For a few of the children, making it to surgery wasn’t a given. “There were a couple kids who almost died right in front of us the night before surgery,” he says. “And now, a lot of them are cured and won’t need future operations. I think it’s because of how strong they are. They were the ones who were able to survive for so long.”
For these severely sick kids, the team had to calculate treatment differently too. In the United States, pediatric heart surgeons can operate under the premise of re-operation being possible. It’s often part of treatment as children grow and their hearts become full-sized.
“I had one 11-year-old with end-stage tetralogy of Fallot. There was very little blood flow getting to his lungs, even the squeezing function of his heart was reduced, very cyanotic, had an infection. He was super high risk,” explains Dr. Goldstone. “Since our group operates by consensus there was a bit of debate on if we should proceed, but in the end, we decided to offer him the surgery. And he did great. So great that it changed my mind about what you can do. I mean, that kid walked out of the hospital.”
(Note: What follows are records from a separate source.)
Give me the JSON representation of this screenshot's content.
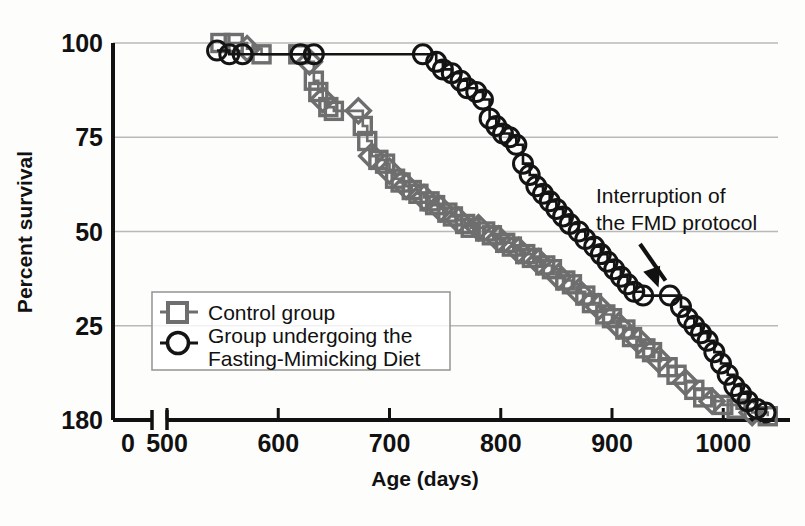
{
  "chart_data": {
    "type": "line",
    "title": "",
    "xlabel": "Age (days)",
    "ylabel": "Percent survival",
    "xlim": [
      500,
      1060
    ],
    "ylim": [
      0,
      100
    ],
    "xticks": [
      "0",
      "500",
      "600",
      "700",
      "800",
      "900",
      "1000"
    ],
    "xtick_values": [
      0,
      500,
      600,
      700,
      800,
      900,
      1000
    ],
    "yticks": [
      "180",
      "25",
      "50",
      "75",
      "100"
    ],
    "ytick_values": [
      0,
      25,
      50,
      75,
      100
    ],
    "axis_break": true,
    "grid": "horizontal",
    "legend_position": "lower-left-inside",
    "series": [
      {
        "name": "Control group",
        "marker": "square",
        "color": "#6e6e6e",
        "points": [
          [
            548,
            100
          ],
          [
            560,
            100
          ],
          [
            572,
            98.5
          ],
          [
            585,
            97
          ],
          [
            618,
            97
          ],
          [
            628,
            95
          ],
          [
            632,
            90
          ],
          [
            636,
            87
          ],
          [
            640,
            85
          ],
          [
            645,
            83
          ],
          [
            650,
            82
          ],
          [
            672,
            82
          ],
          [
            676,
            78
          ],
          [
            680,
            74
          ],
          [
            684,
            70
          ],
          [
            690,
            69
          ],
          [
            696,
            68
          ],
          [
            700,
            66
          ],
          [
            705,
            64
          ],
          [
            710,
            63
          ],
          [
            715,
            62
          ],
          [
            720,
            61
          ],
          [
            726,
            60
          ],
          [
            731,
            59
          ],
          [
            736,
            58
          ],
          [
            741,
            57
          ],
          [
            746,
            56
          ],
          [
            752,
            55
          ],
          [
            757,
            54
          ],
          [
            762,
            53
          ],
          [
            768,
            52
          ],
          [
            773,
            51
          ],
          [
            780,
            51
          ],
          [
            786,
            50
          ],
          [
            792,
            49
          ],
          [
            798,
            48
          ],
          [
            804,
            47
          ],
          [
            810,
            46
          ],
          [
            816,
            45
          ],
          [
            822,
            44
          ],
          [
            828,
            43
          ],
          [
            834,
            42
          ],
          [
            840,
            41
          ],
          [
            846,
            40
          ],
          [
            852,
            38
          ],
          [
            858,
            37
          ],
          [
            864,
            36
          ],
          [
            870,
            34
          ],
          [
            876,
            33
          ],
          [
            882,
            31
          ],
          [
            888,
            30
          ],
          [
            894,
            28
          ],
          [
            900,
            27
          ],
          [
            906,
            25
          ],
          [
            912,
            24
          ],
          [
            918,
            22
          ],
          [
            924,
            21
          ],
          [
            930,
            19
          ],
          [
            936,
            18
          ],
          [
            942,
            16
          ],
          [
            950,
            14
          ],
          [
            958,
            12
          ],
          [
            966,
            10
          ],
          [
            974,
            8
          ],
          [
            982,
            6
          ],
          [
            990,
            5
          ],
          [
            1000,
            4
          ],
          [
            1012,
            3
          ],
          [
            1026,
            2
          ],
          [
            1040,
            1
          ]
        ]
      },
      {
        "name": "Group undergoing the Fasting-Mimicking Diet",
        "marker": "circle",
        "color": "#141414",
        "points": [
          [
            545,
            98
          ],
          [
            556,
            97
          ],
          [
            568,
            97
          ],
          [
            620,
            97
          ],
          [
            632,
            97
          ],
          [
            730,
            97
          ],
          [
            742,
            95
          ],
          [
            748,
            93
          ],
          [
            756,
            92
          ],
          [
            764,
            90
          ],
          [
            770,
            88
          ],
          [
            778,
            87
          ],
          [
            784,
            85
          ],
          [
            790,
            80
          ],
          [
            796,
            78
          ],
          [
            802,
            76
          ],
          [
            808,
            75
          ],
          [
            814,
            73
          ],
          [
            820,
            68
          ],
          [
            826,
            65
          ],
          [
            832,
            62
          ],
          [
            838,
            60
          ],
          [
            844,
            58
          ],
          [
            850,
            56
          ],
          [
            856,
            54
          ],
          [
            862,
            52
          ],
          [
            870,
            50
          ],
          [
            876,
            48
          ],
          [
            884,
            46
          ],
          [
            890,
            44
          ],
          [
            896,
            42
          ],
          [
            902,
            40
          ],
          [
            908,
            38
          ],
          [
            914,
            36
          ],
          [
            920,
            34
          ],
          [
            928,
            33
          ],
          [
            952,
            33
          ],
          [
            962,
            30
          ],
          [
            968,
            27
          ],
          [
            974,
            25
          ],
          [
            980,
            23
          ],
          [
            986,
            21
          ],
          [
            992,
            18
          ],
          [
            998,
            15
          ],
          [
            1004,
            12
          ],
          [
            1010,
            9
          ],
          [
            1016,
            7
          ],
          [
            1022,
            5
          ],
          [
            1030,
            3
          ],
          [
            1038,
            2
          ]
        ]
      }
    ],
    "annotations": [
      {
        "text_line1": "Interruption of",
        "text_line2": "the FMD protocol",
        "target_x": 940,
        "target_y": 33
      }
    ]
  }
}
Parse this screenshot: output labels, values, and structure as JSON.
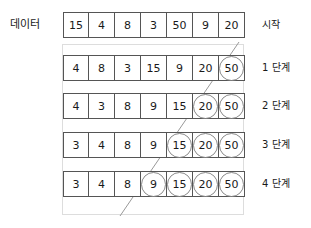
{
  "diagram": {
    "type": "bubble-sort-steps",
    "left_label": "데이터",
    "rows": [
      {
        "id": "row-data",
        "right_label": "시작",
        "values": [
          "15",
          "4",
          "8",
          "3",
          "50",
          "9",
          "20"
        ],
        "circled_count": 0
      },
      {
        "id": "row-step-1",
        "right_label": "1 단계",
        "values": [
          "4",
          "8",
          "3",
          "15",
          "9",
          "20",
          "50"
        ],
        "circled_count": 1
      },
      {
        "id": "row-step-2",
        "right_label": "2 단계",
        "values": [
          "4",
          "3",
          "8",
          "9",
          "15",
          "20",
          "50"
        ],
        "circled_count": 2
      },
      {
        "id": "row-step-3",
        "right_label": "3 단계",
        "values": [
          "3",
          "4",
          "8",
          "9",
          "15",
          "20",
          "50"
        ],
        "circled_count": 3
      },
      {
        "id": "row-step-4",
        "right_label": "4 단계",
        "values": [
          "3",
          "4",
          "8",
          "9",
          "15",
          "20",
          "50"
        ],
        "circled_count": 4
      }
    ],
    "colors": {
      "cell_border": "#555555",
      "circle_stroke": "#8a8a8a",
      "frame_stroke": "#dddddd",
      "diagonal_stroke": "#999999",
      "text": "#1a1a1a",
      "background": "#ffffff"
    },
    "diagonal": {
      "x1": 239,
      "y1": 42,
      "x2": 120,
      "y2": 216
    },
    "geometry": {
      "grid_left": 63,
      "cell_width": 26,
      "cell_height": 26,
      "row_tops": [
        12,
        55,
        93,
        132,
        171
      ]
    }
  }
}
“I was so confident in our team and the hospital team we were working with there that we decided to do a four-kilo infant with tetralogy of Fallot,” says Dr. Goldstone. “I was concerned that they would need their pulmonary valve removed during surgery and concerned how they would fare postoperatively in the ICU [intensive care unit] after we left.”
“But I had read this paper and saw this presentation from a surgeon in Iran where he uses the right atrial appendage to recreate a new pulmonary valve for these kids,” continues Dr. Goldstone. “So, I did that, and it actually worked.”
It worked so well that Dr. Goldstone is bringing it back to the U.S. with him. “It’s something I’ll do now if I have to get rid of the pulmonary valve,” he says. “That kid was off the ventilator within an hour of surgery, and went home shortly after we left.”
The experience also created unbreakable bonds. Bonds between the Columbia team who are already planning their trip back next year. Bonds with the surgical teams on the ground in Nigeria. Bonds with the entire medical group that traveled with VOOM, both on the adult and pediatric side. And bonds with the families, children, and local community.
“We all really connected. And one of the most incredible parts were all the parents who didn’t know each other going into this, but they grouped together and took care of each other’s children,” says Dr. Goldstone. “That 11-year-old I mentioned earlier lost both of his parents in a tragic motor vehicle accident, and if he was crying because he was uncomfortable or homesick they would all care for him, console him. It was an amazing thing to see.”
It was such a rewarding mission that Dr. Goldstone is still processing how much it has affected him and how privileged he feels to have done it. “It's very easy as a physician in the United States, especially in New York I think, to get caught up in the stuff outside of medicine because we're hounded by it—whether documentation, billing, et cetera,” he says. “This reminded me of why I became a doctor. Just helping people. It makes me appreciate my job all the more coming back.”
“And more than anything it makes me appreciate my team. Our approach requires an outstanding team beginning to end,” says Dr. Goldstone. “That's something very special about MSCHONY, Columbia and NYP in general. The people here are so dedicated. To see that dedication in Nigeria was just amazing, heartwarming. It gives you all the feels.”